Program: #25-42🏆 Air Date: Oct 13, 2025
Once again, Agnieszka Budzińska-Bennett and her Ensemble Peregrina are back, this time continuing her series of music from the Baltic region with a journey to Pomerania.
NOTE: All of the music on this program comes from the Ensemble Peregrina directed by Agnieszka Budsińska-Bennett. It is on Tacet label and is S 273.

The project Mare Balticum aims to present the medieval musical heritage of the Baltic Sea region in the 12th–15th centuries. It consists of four musical programmes, prepared in great detail, and employing the newest musicological, philological, historical and organological research. Each of these programmes presents the local character of a different coastal region of Balticum, its specific historical and cultural situation, its most important saints and rulers, and the Christian roots of the relevant country. They provide an insight into the local literature and musical repertories of medieval Denmark, Sweden, Finland, Germany, and Poland; both Latin and the vernacular are represented, as well as the diversity of historical musical instruments used in those regions at the time. The project as a whole, however, aims to show something of the strong political and cultural connections between those medieval countries, their development over time, and the similarities between them, all of which are essential to our understanding of the common identity and history of Balticum, as is reflected to us through its centuries of music.
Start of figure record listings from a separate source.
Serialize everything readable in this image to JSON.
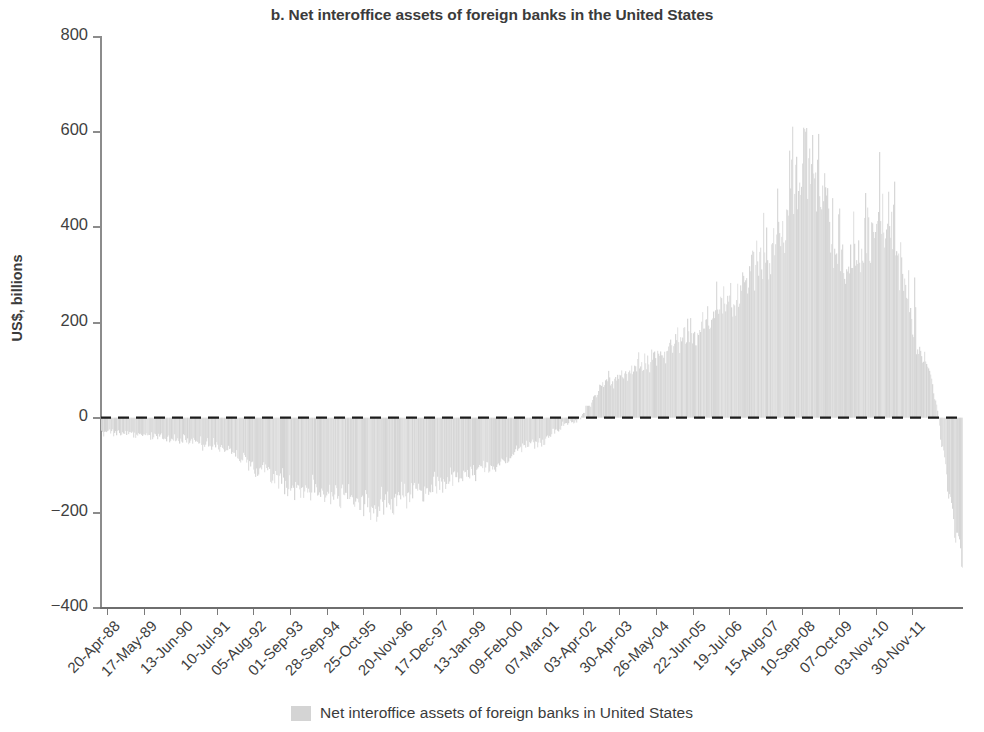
{
  "chart_data": {
    "type": "area",
    "title": "b. Net interoffice assets of foreign banks in the United States",
    "xlabel": "",
    "ylabel": "US$, billions",
    "ylim": [
      -400,
      800
    ],
    "yticks": [
      800,
      600,
      400,
      200,
      0,
      -200,
      -400
    ],
    "ytick_labels": [
      "800",
      "600",
      "400",
      "200",
      "0",
      "−200",
      "−400"
    ],
    "grid": false,
    "zero_line": true,
    "zero_line_style": "dashed",
    "legend_position": "bottom-center",
    "series": [
      {
        "name": "Net interoffice assets of foreign banks in United States",
        "color": "#d4d4d4",
        "x": [
          "20-Apr-88",
          "17-May-89",
          "13-Jun-90",
          "10-Jul-91",
          "05-Aug-92",
          "01-Sep-93",
          "28-Sep-94",
          "25-Oct-95",
          "20-Nov-96",
          "17-Dec-97",
          "13-Jan-99",
          "09-Feb-00",
          "07-Mar-01",
          "03-Apr-02",
          "30-Apr-03",
          "26-May-04",
          "22-Jun-05",
          "19-Jul-06",
          "15-Aug-07",
          "10-Sep-08",
          "07-Oct-09",
          "03-Nov-10",
          "30-Nov-11"
        ],
        "values": [
          -30,
          -35,
          -45,
          -60,
          -105,
          -150,
          -160,
          -185,
          -155,
          -130,
          -100,
          -55,
          -10,
          80,
          120,
          175,
          230,
          330,
          520,
          300,
          400,
          120,
          -230
        ]
      }
    ],
    "annotations": [
      {
        "label": "peak",
        "value": 635,
        "near": "15-Aug-07"
      },
      {
        "label": "secondary peak",
        "value": 610,
        "near": "10-Sep-08"
      },
      {
        "label": "trough (early)",
        "value": -205,
        "near": "25-Oct-95"
      },
      {
        "label": "trough (final)",
        "value": -290,
        "near": "30-Nov-11"
      }
    ]
  },
  "xticks": [
    "20-Apr-88",
    "17-May-89",
    "13-Jun-90",
    "10-Jul-91",
    "05-Aug-92",
    "01-Sep-93",
    "28-Sep-94",
    "25-Oct-95",
    "20-Nov-96",
    "17-Dec-97",
    "13-Jan-99",
    "09-Feb-00",
    "07-Mar-01",
    "03-Apr-02",
    "30-Apr-03",
    "26-May-04",
    "22-Jun-05",
    "19-Jul-06",
    "15-Aug-07",
    "10-Sep-08",
    "07-Oct-09",
    "03-Nov-10",
    "30-Nov-11"
  ],
  "legend": {
    "label": "Net interoffice assets of foreign banks in United States",
    "swatch_color": "#d4d4d4"
  },
  "colors": {
    "series_fill": "#d4d4d4",
    "axis": "#8c8c8c",
    "text": "#3b3b3b",
    "zero_line": "#1c1c1c"
  }
}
The fourth and final volume of our musical journey along the Baltic coast brings us to the northern parts of Poland and Germany: the historical region of Pomerania. Pomerania (Pommern / Pomorze) has a rich and complex political history at the intersection of several cultures. Now split between Poland and Germany, the region has historically been ruled by Polish, Saxon, and Danish conquerors, as well as often being invaded by Vikings, and later by the Teutonic Knights. It belonged to the Holy Roman Empire and the Kingdom of Poland, but also enjoyed some independence under the rule of local dynasties. The most important cities were Stralsund, Greifswald, Gdańsk (Danzig), Szczecin (Stettin) and Kołobrzeg (Kolberg), and most famous islands were Rügen (Rugia) and Wolin (Wollin), the largest islands in Germany and Poland respectively. Some Pomeranian cities joined the Hanseatic League.
The music presented in this programme is connected to all of the above locations – with the cities of Rostock, Lübeck, and the active ecclesiastical centres on Luneburg Heath (Lüneburger Heide) in northern Germany extending the list – and resonated in local monasteries, cathedrals, and castles. Two groups of pieces are dedicated to historical figures of great importance for the Pomeranian region. Otto of Bamberg (1060/1061 –1139), known as the ‘Apostle of Pomerania’, was a German bishop who converted the region to Christianity. Chronicles describe his missionary work in the towns of Kamień (Kammin), Szczecin, and Wolin. He was canonized in 1189, and is annually commemorated on the 2nd of July with a dedicated liturgy. Presented in this recording are two mass chants from the Stargard Missal: an exuberant alleluia to his praise (10) and the sequence Gratulare sponsa Christi (11), which mentions the converted Pomeranos. Otto’s office chants are here represented by the responsory Iustum deduxit Dominus V. mmortalis (9). I was able to identify this two-part chant fragment kept in the archive of the Cistercian convent Wienhausen in northern Germany, and completed the missing material for the purpose of performance.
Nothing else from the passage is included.